Get Pose Transform applies a relative transformation (expressed in the source pose's own coordinate frame) to a source pose and returns the resulting pose in the world (base) frame.

SUPPORTED ROBOTS

This skill is currently supported on Universal Robots only. Calling this method on other robot brands will raise a NotImplementedError.

The Skill

python
result_pose = robot.get_pose_transform(source_pose=p_from, relative_transform=p_from_to)

The Code

Example: Apply a Relative Offset in the Tool Frame

Read the current TCP pose and compute a new pose shifted 10 cm along the local X axis.

python
from loguru import logger
from telekinesis.synapse.robots.manipulators import universal_robots

robot_ip = "192.168.1.2"  # replace with your robot's IP

robot = universal_robots.UniversalRobotsUR10E()
# Connect
robot.connect(ip=robot_ip)

p_from = robot.get_cartesian_pose()
logger.info(f"Current TCP pose: {p_from}")

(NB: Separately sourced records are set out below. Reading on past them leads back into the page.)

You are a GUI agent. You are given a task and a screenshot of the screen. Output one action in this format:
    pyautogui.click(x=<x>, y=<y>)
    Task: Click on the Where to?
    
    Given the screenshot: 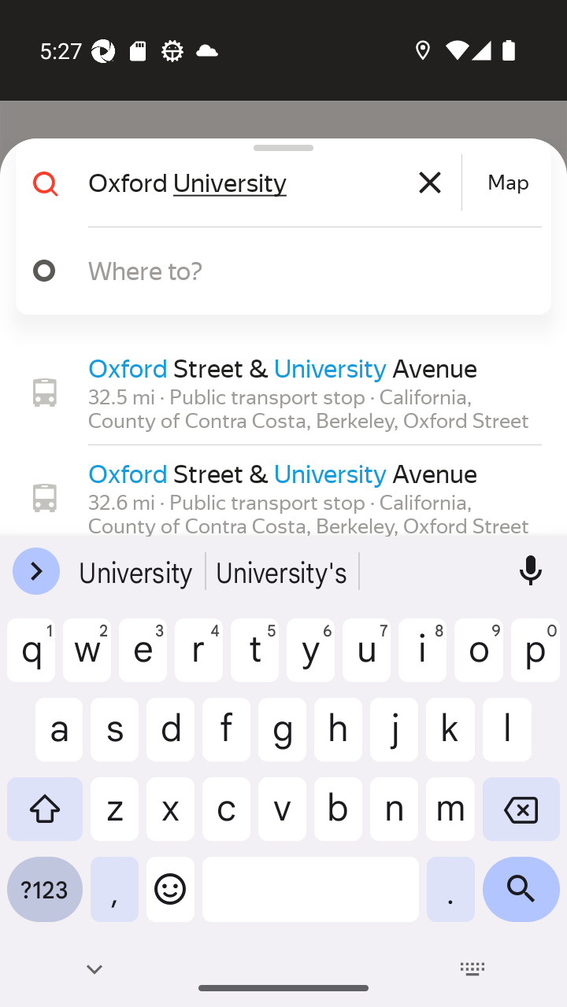 What is the action you would take?
    pyautogui.click(x=277, y=271)
    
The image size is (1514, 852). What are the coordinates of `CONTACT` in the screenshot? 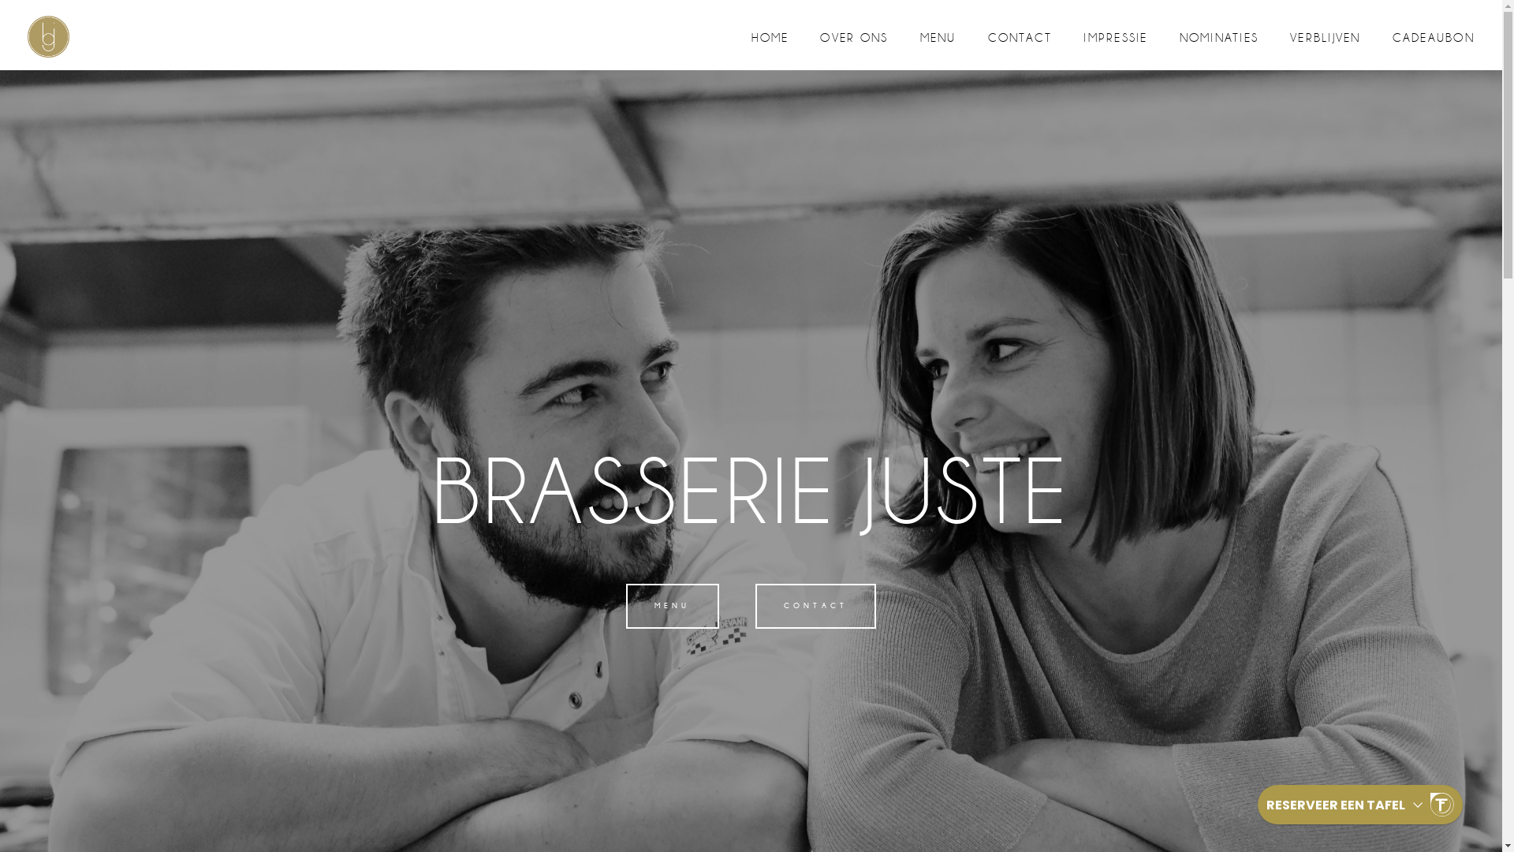 It's located at (815, 606).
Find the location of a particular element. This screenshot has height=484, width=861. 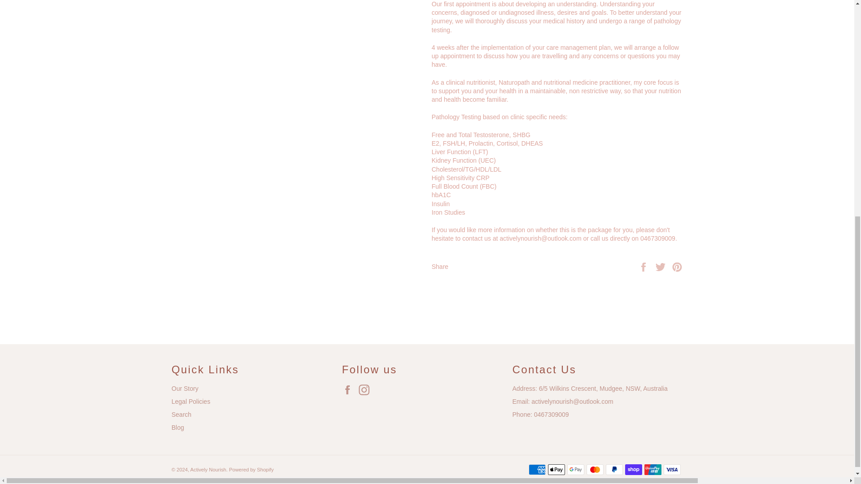

Pin on Pinterest is located at coordinates (677, 266).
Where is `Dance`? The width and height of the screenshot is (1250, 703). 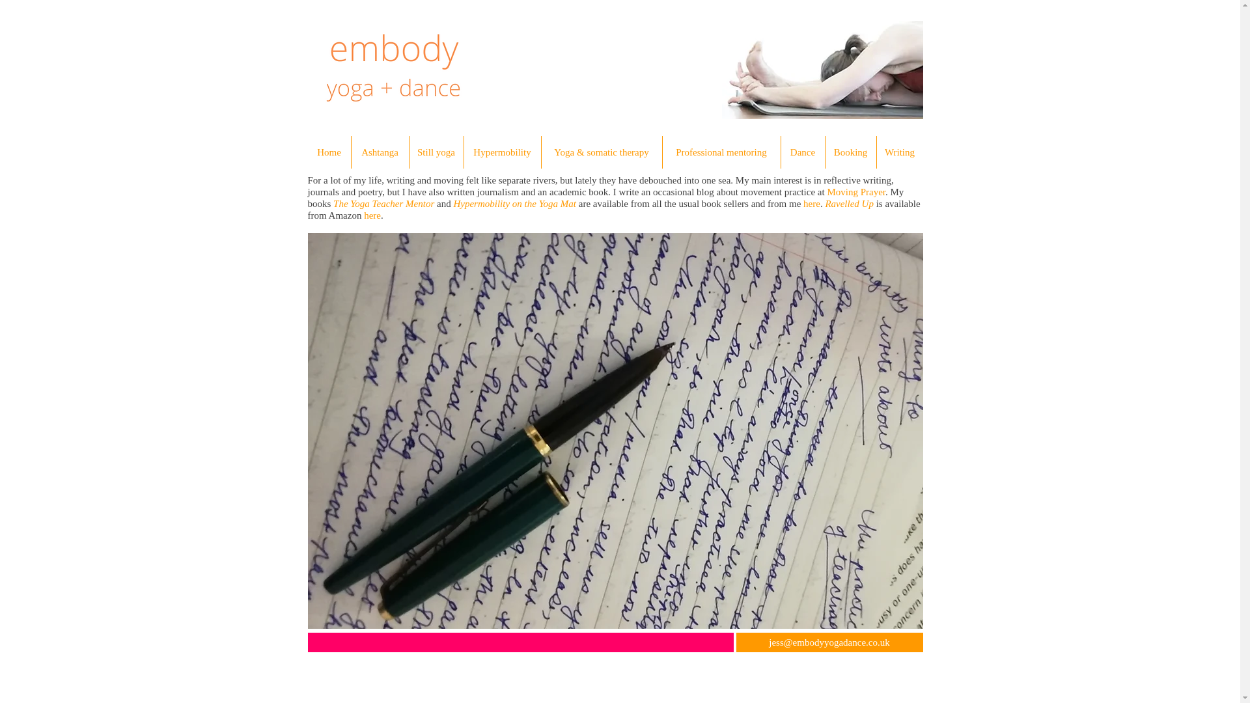 Dance is located at coordinates (803, 152).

p_from_to = [0.1, 0.0, 0.0, 0.0, 0.0, 0.0]
result = robot.get_pose_transform(source_pose=p_from, relative_transform=p_from_to)
logger.success(f"Transformed pose: {result}")

# Disconnect
robot.disconnect()

The Explanation of the Code

get_pose_transform delegates the computation to the robot controller. source_pose is the reference frame expressed as [x, y, z, rx, ry, rz] in meters and degrees. relative_transform is a pose offset expressed in the coordinate frame of source_pose. The returned pose is the result of applying relative_transform in the source_pose frame, expressed in the robot base frame. This is equivalent to: result = source_pose * relative_transform (as a homogeneous matrix product).

How to Tune the Parameters

ParameterTypeDefaultDescription
source_poselist[float]Reference pose [x, y, z, rx, ry, rz]. Position in meters, orientation in degrees.
relative_transformlist[float]Offset pose expressed in the source_pose frame. Position in meters, orientation in degrees.

Return Value

Return TypeDescription
list[float]Resulting pose [x, y, z, rx, ry, rz] in the robot base frame.

Where to Use the Skill

  • Computing an approach pose that is offset from a detected object pose along the tool axis.
  • Constructing Cartesian waypoints relative to a known reference frame.

When Not to Use the Skill

Use a math library for batch computations:

  • Use Python's numpy or scipy for batch pose chain computations that do not need to run through the robot controller.